Basically what the AI does is "crawl" along a basic ruleset given by the programmer. I add things such as misfourtunes and calamaties and the AI randomly tries things to escape the bad states. It keeps a count of failures and successes, and then rules out the things that fail and weight the rest as being good or not. The skinny is that it learns what not to do and what to do for a given state.

The -1's you see are "disabled" nodes, they never fire. It takes 5 failures for a node to be deactivated.

The others are the weights, which is 1/3rd the actual success rate of that node for leaving the state. When picking between successful actions the bot makes a random number that is the sum of all the weights + 1 each weight.
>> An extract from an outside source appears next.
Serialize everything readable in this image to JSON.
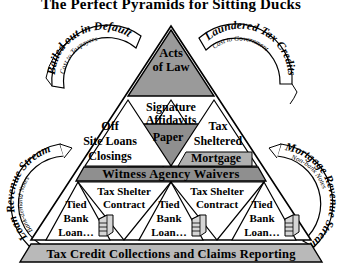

The bot then uses that random number as a "slider", so to speak, to choose the right action. For example(refer to the screenshot):
The sum of "Normal" actions + 1x4 is 22 (-1's aren't factored).
Let's say the random number is 8.

The action is Normal_Jump. Here's why.

The range for Normal_Move is 1..3 (weight + 1), the range for Normal_Jump is 4..12 and so on. So ranked by fitness the bigger the weight, the bigger the chance of the node being picked.
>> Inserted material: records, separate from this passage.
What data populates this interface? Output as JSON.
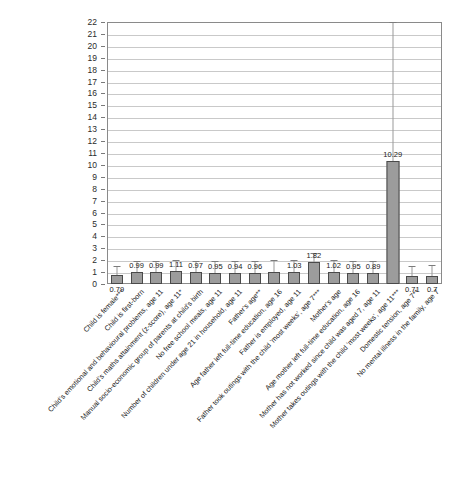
{
  "chart_data": {
    "type": "bar",
    "title": "",
    "subtitle": "",
    "xlabel": "",
    "ylabel": "",
    "ylim": [
      0,
      22
    ],
    "ytick_step": 1,
    "grid": true,
    "legend": false,
    "legend_position": "none",
    "y_ticks": [
      "22",
      "21",
      "20",
      "19",
      "18",
      "17",
      "16",
      "15",
      "14",
      "13",
      "12",
      "11",
      "10",
      "9",
      "8",
      "7",
      "6",
      "5",
      "4",
      "3",
      "2",
      "1",
      "0"
    ],
    "categories": [
      "Child is female***",
      "Child is first-born",
      "Child's emotional and behavioural problems, age 11",
      "Child's maths attainment (z-score), age 11*",
      "Manual socio-economic group of parents at child's birth",
      "No free school meals, age 11",
      "Number of children under age 21 in household, age 11",
      "Father's age**",
      "Age father left full-time education, age 16",
      "Father is employed, age 11",
      "Father took outings with the child 'most weeks', age 7***",
      "Mother's age",
      "Age mother left full-time education, age 16",
      "Mother has not worked since child was aged 7, age 11",
      "Mother takes outings with the child 'most weeks', age 11***",
      "Domestic tension, age 7**",
      "No mental illness in the family, age 7"
    ],
    "values": [
      0.79,
      0.99,
      0.99,
      1.11,
      0.97,
      0.95,
      0.94,
      0.96,
      1.0,
      1.03,
      1.82,
      1.02,
      0.95,
      0.89,
      10.29,
      0.71,
      0.7
    ],
    "value_labels": [
      "0.79",
      "0.99",
      "0.99",
      "1.11",
      "0.97",
      "0.95",
      "0.94",
      "0.96",
      "",
      "1.03",
      "1.82",
      "1.02",
      "0.95",
      "0.89",
      "10.29",
      "0.71",
      "0.7"
    ],
    "error_low": [
      0.62,
      0.12,
      0.25,
      0.55,
      0.48,
      0.5,
      0.52,
      0.55,
      0.2,
      0.35,
      0.72,
      0.32,
      0.48,
      0.47,
      0.3,
      0.55,
      0.52
    ],
    "error_high": [
      1.55,
      1.92,
      1.92,
      2.0,
      1.92,
      1.92,
      1.92,
      1.92,
      2.05,
      2.02,
      2.6,
      2.0,
      1.92,
      1.92,
      22.0,
      1.55,
      1.58
    ],
    "colors": {
      "bar_fill": "#9c9c9c",
      "bar_border": "#4a4a4a",
      "error_bar": "#9a9a9a",
      "gridline": "#c9c9c9",
      "axis": "#8a8a8a",
      "text": "#232323"
    }
  }
}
So if you were to add a state, you'd (with this code specifically) name it and specify the actions that make it possible to escape that state. As I said it was a blind shot for me and I cut many corners, so it's 90% hardcoded in the definitions.

QUICK FYI: The Bot State shows the current state, not the one that the action was previously based on. So if it says "Hurt" yet it successfully did nothing (weighted -1) then you know that it was in either Normal/Moving, not actually hurt the previous state.